The reason that the rock looks as it does is because 300 million years ago, rivers deposited layers of sand which in time were compressed into sand stone. Geological movement created mountains which then eroded and weathered into the shapes seen in the park. Some layers of sand have higher levels of clay than others and because they hold moisture better, these support an organism called cyanobacteria which lives in the top few millimetres of the sandstone. This creates the dark band. Orange bands come from sandstone with lower clay levels without bacteria which oxidise to become a rusty colour.

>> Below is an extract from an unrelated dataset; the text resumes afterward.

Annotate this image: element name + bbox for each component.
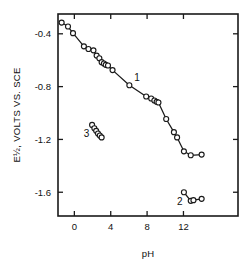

Being Sandstone, there has been lots of erosion over the past millions of years. Cathedral Gorge is absolutely amazing example of this. One enters

Entrance to Cathederal

a ravine running through the rock of the Bungles and this winds its way into the rock face for about 500metres. Then it opens up into the most

Cathederal Cavern

enormous space, part hole through to the sky some 200 metres above and part cave and in the centre is a rock pool. It is large enough to hold a couple of cathedrals and all created from natural rock movements and

Cathederal Cavern 2

water erosion over the past millions of years. There are trees seeming to grow upside down out of the cliff face, roots at

Upside down Tree

the top hanging onto the rock for dear life and trunk hanging down the cliff face and the colours of rock and banding goes on forever into the sky. It is very cool in there and a welcome relief to the very hot midday sun outside.

Echidna Chasm is in the same chain of Bungles and is a very different affair. This time you walk up a stream bed into the face of the mountain and gradually the walls close in on you and get higher and higher until in

Echidna narrowing

some places, the chasm itself is barely wider than your body but it towers

 Narrowing Echidna

over 200 metres above you where you can just make out light. There are

Pat in Echidna

also some larger openings – all with a very eerie feel about them.

The Kungkalahayi lookout provides a viewing point for the face of the Bungles at sunset and this goes through the most amazing set of colour changes. The sequence below will be stitched together when we get back to the UK to create one long picture but in the meantime, try to imagine these as one photograph.

 2009_0721australia0098 2009_0721australia0099 2009_0721australia0100 2009_0721australia0101 2009_0721australia0102 2009_0721australia0103

2009_0721australia0104

And so we left the Bungle Bungles – the same way we came in, along one of the bumpiest roads we have driven – both absolutely amazed by what we had seen and agreeing that it would be up the top of our “greatest places in the world”

Leaving the Bungles

We were surprised to find out that the number of visitors per annum to the Bungles (some 40,000 per annum) only just exceeds that to Antarctica. That we have been members of both groups this year is a privilege.

Question: Why is it called the Bungle Bungle? Answer: No one really knows.